Looking back now, perhaps it was a show of respect for me when my mother and grandpa would directly argue with a teenage over dinner. Their tempers would quickly turn the argument to insults and I'd return fire, salvo for salvo. Raise the black flag, burn it down, get mean. Angry and full of angst, but also well read and well spoken enough to cause disturbed looks on their faces. My grandmother would get so flustered she'd need to leave the table early. Smartly, she purchased a bell. The kind you tap to summon a bell-hop except this bell was tapped to summon sanity. 

Ridicule followed the bell around for decades, but it worked. She trained us like some of Pavlov's best dogs. However, it was obviously an imperfect system. The bell was often misplaced, I think it was hidden on purpose but I was not the culprit, this would result in chaos days until the bell finally revealed itself once more. The majority of the post-bell period was more like controlled chaos. If I ever felt the need to snap a hurtful retort to something then I'd just catch a ding. A few dings was no big deal but every once in a while I felt like I was on a game show. 

I'm looking at that very same bell right now. After she died I found it and I took it and I didn't tell anyone I had it until last week when I sent a picture to my mother. Everyone had thought it was missing never to return (most explained the disappearance on my grandpa, who now has serious dementia issues and loses things constantly). I claimed it as my own. It feels like spoil of war that I've won through all my hard work over the years dishing out better than I received. 

Why the bell and not simply seclude or exclude me?
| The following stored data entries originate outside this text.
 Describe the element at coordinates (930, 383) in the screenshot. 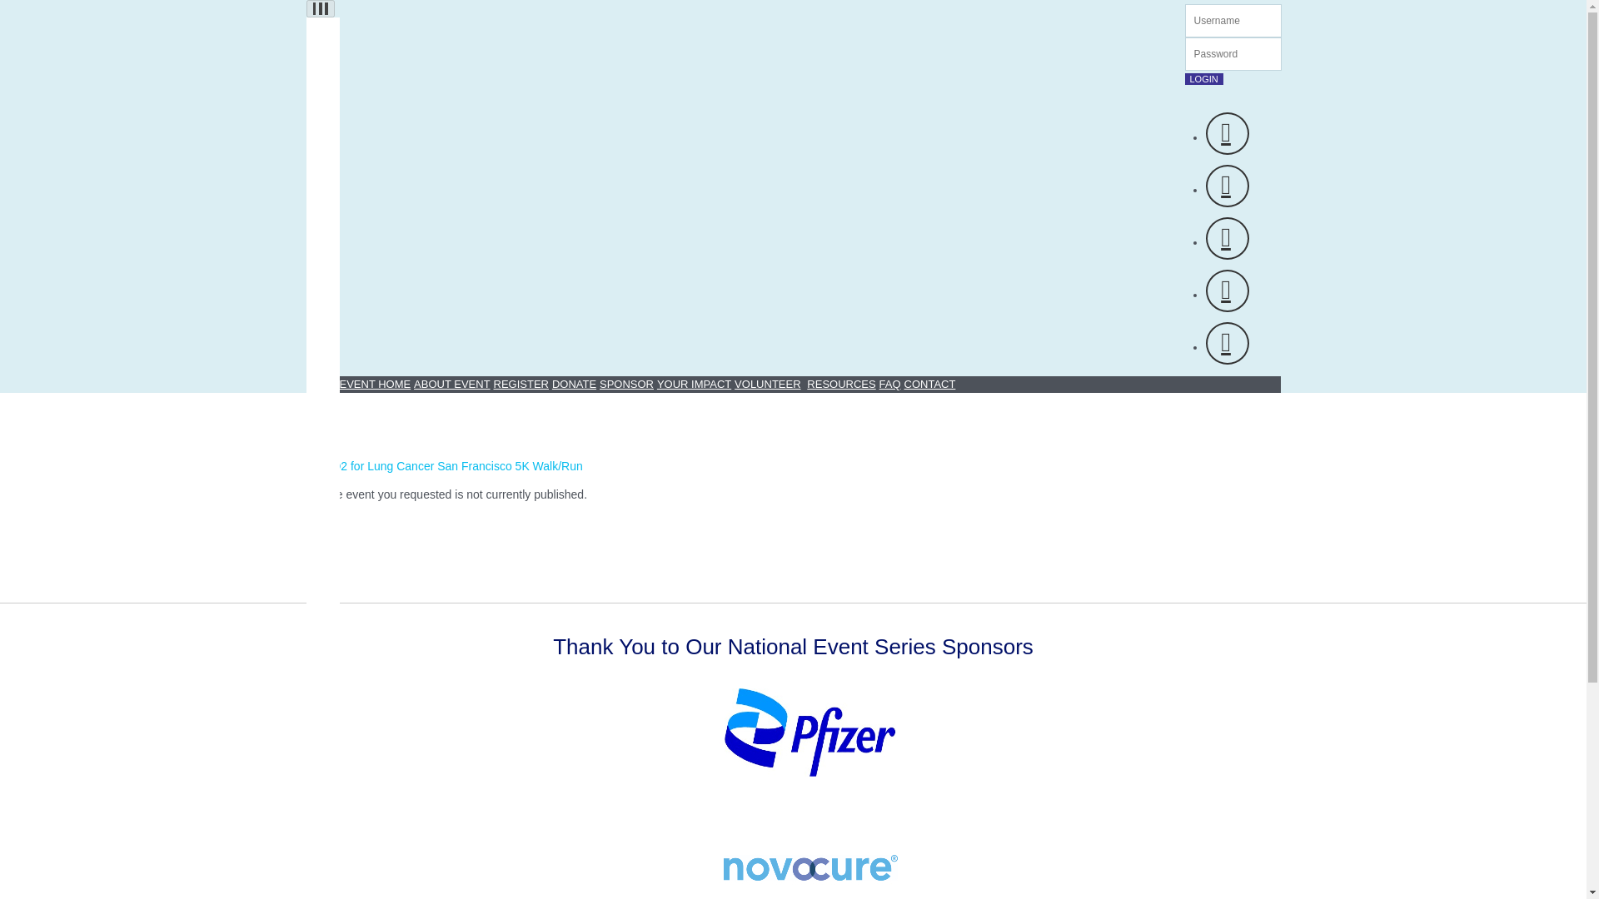

I see `CONTACT` at that location.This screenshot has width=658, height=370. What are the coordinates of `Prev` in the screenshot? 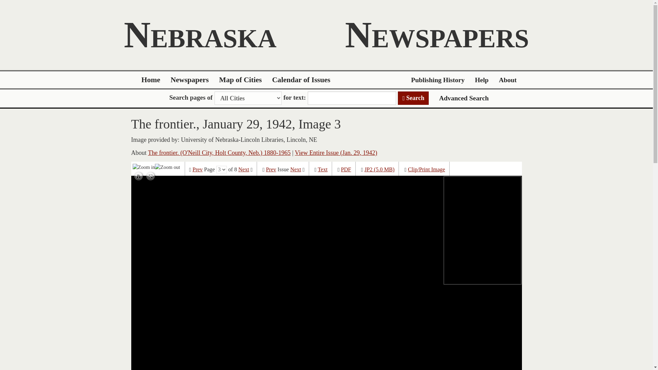 It's located at (271, 170). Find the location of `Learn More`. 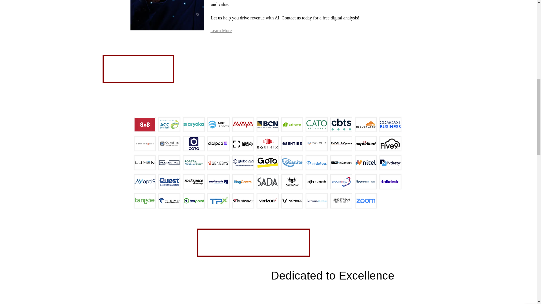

Well, firstly that seems excessive even for this group. Secondly, I have more or less always carried the philosophy that retaliatory strikes are somehow more morally permissible. Ethically ambiguous instead of simply cruel or mean. Derision aimed at my younger brother or grandmother was never permitted. It was answered swiftly with a bell worthy insult nearly every time. I love banter and can shit-talk with the best but I also understand the nuance between the two. I felt like I was deftly navigating between the two but I was a kid and pretty dense at the time. I still am but I flow better now.

The bell was a compromise, an effort to moderate the good points on both sides. I have no idea what they actually thought of my occasional belligerence but I hoped I was some kind of protector for the two of us that usually did not speak up in their own defense. Do I believe they needed it? Yes, at the time. I have no idea now, maybe I interfered too early and all I accomplished was transforming myself into a part time bully's bully. I chose my fights and went hard with conviction. 

I saw myself as a kind of mean old junkyard dog. He's not getting out of his house for random folks going about their business. He's only concerned with the guy trying to jump the fence. That guy is gonna get his throat ripped out. I thought of myself as some kind of disinterested protector. Like some samurai that everyone thinks is sleeping but he's been listening the whole time. Suddenly he snaps into action and swiftly slits a throat and stabs an eye and then there's silence again.

Has anyone ever seen me as a protector or am I still that belligerent youth? How much of my identity is defined by the way others perceive me? The impossible veil between minds has descended again to thwart my efforts. What does it matter how I think I'm being perceived if it may be so wildly different from reality? 

The problem with this is in even thinking about being perceived. If I wanted to protect my grandmother from foul words directed at her, why not simply do it and be done with it? Why do I need to persist in the belief or even write about it today? Mindfulness is something I only learned later in life and have only in the last year or so started to practice actively. It would have helped during these dinners.